Questions of this kind are germane to Darwish’s work, especially the late work. He was well aware of his role in Palestinian culture, as a representative, spokesman, voice, etc. He took that role and its responsibilities very seriously. Over time, this had a marked effect on his work, for example in his serious attempt to speak for and to all levels of Palestinian society, the doctors as well as the refugees, which lead him away from opacity and towards story-telling, parables, and other such devices.

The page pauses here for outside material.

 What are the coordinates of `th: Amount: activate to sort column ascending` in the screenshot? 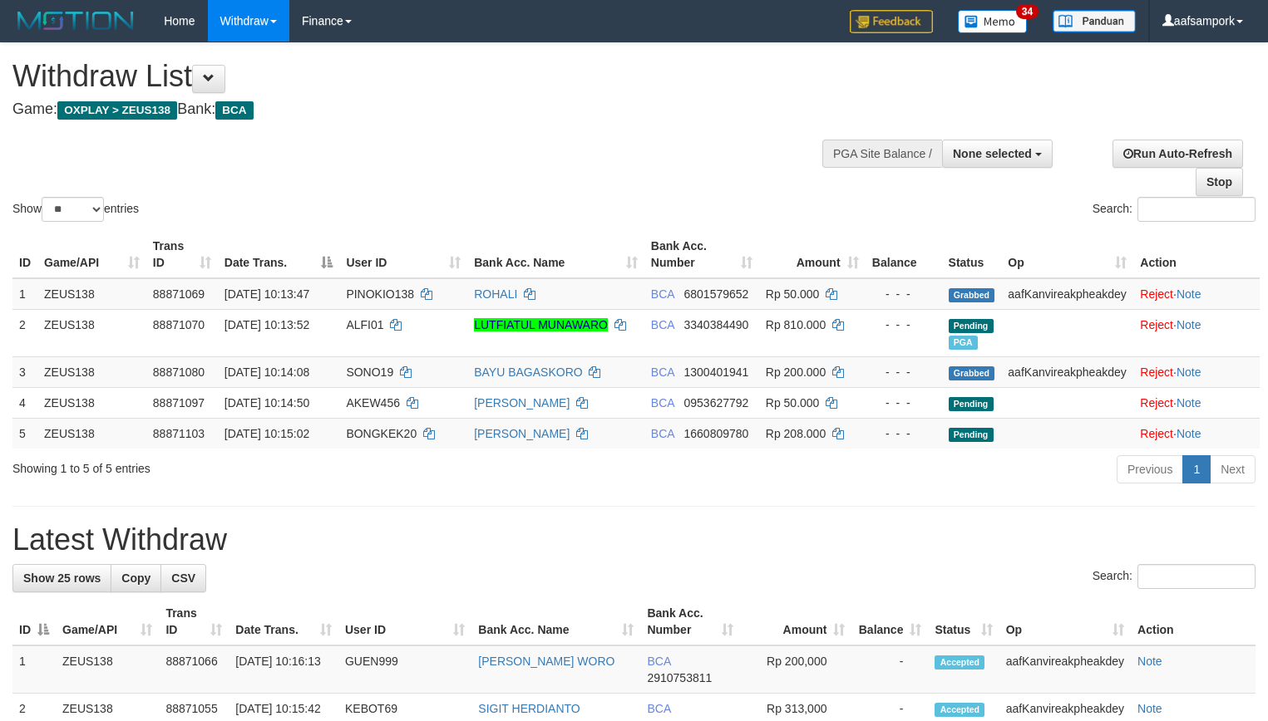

This same phenomenon can be seen in the work of other poets who shared Darwish’s circumstances, writing to and for a people undergoing a difficult history. Zbigniew Herbert in Communist Poland, Nicanor Parra in Pinochet’s Chile. In such cases, what it means to simply be a poet is very different from anything we’ve experienced in this country in a very long time, perhaps since Whitman.

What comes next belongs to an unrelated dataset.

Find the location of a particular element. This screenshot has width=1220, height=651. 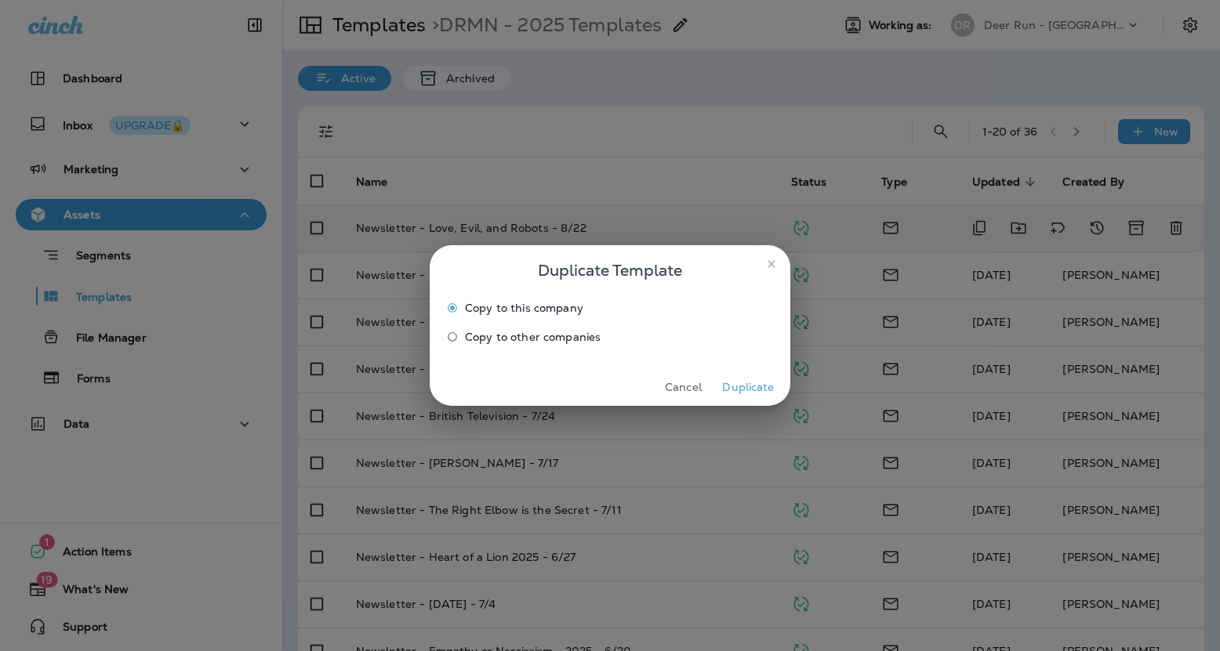

span: Duplicate Template is located at coordinates (610, 270).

An American poet picking up Fady Joudah’s translations encounters this very quickly. Translation foregrounds the content of such work. All of these poems might well have been written in one or another complicated form. In Arabic, they may be in quantitative verse and rhyme like the devil himself. In English, they read like so:

If I were another on the road, I would not have looked
back, I would have said what one traveler said
to another: Stranger! awaken
the guitar more! Delay our tomorrow so our road
may extend and space may widen for us, and we may get rescued
from our story together: you are so much yourself . . . and I am
so much other than myself right here before you!

Well constructed, somewhat conservative free verse, which is pretty vanilla stuff in contemporary English-language poetics. The kind of poems people can “understand.”

And our hypothetical American poet either writes Darwish off, which would be stupid, or s/he takes a deep breath and starts to rethink some things, and maybe as a result that poet’s idea of the possible, the valid and the poetic expands.

Because, really, fifty million Elvis fans just can’t be wrong. And once that happens, things get very interesting very quickly. Once one accepts Darwish’s self-evident validity as a poet who says things, the next thing is to wrestle with what it is he’s saying.

It is here that If I Were Another becomes very valuable. It is a collection of Darwish’s very late work, very well and elegantly translated. As such, it contains some of his most intellectually and emotionally nuanced work. Poems you meditate over, argue with, or simply contemplate; poems that make statements in compact, associative and/or Aesopish way impossible for prose. Poems that, even in Joudah’s English, sound like pure Darwish.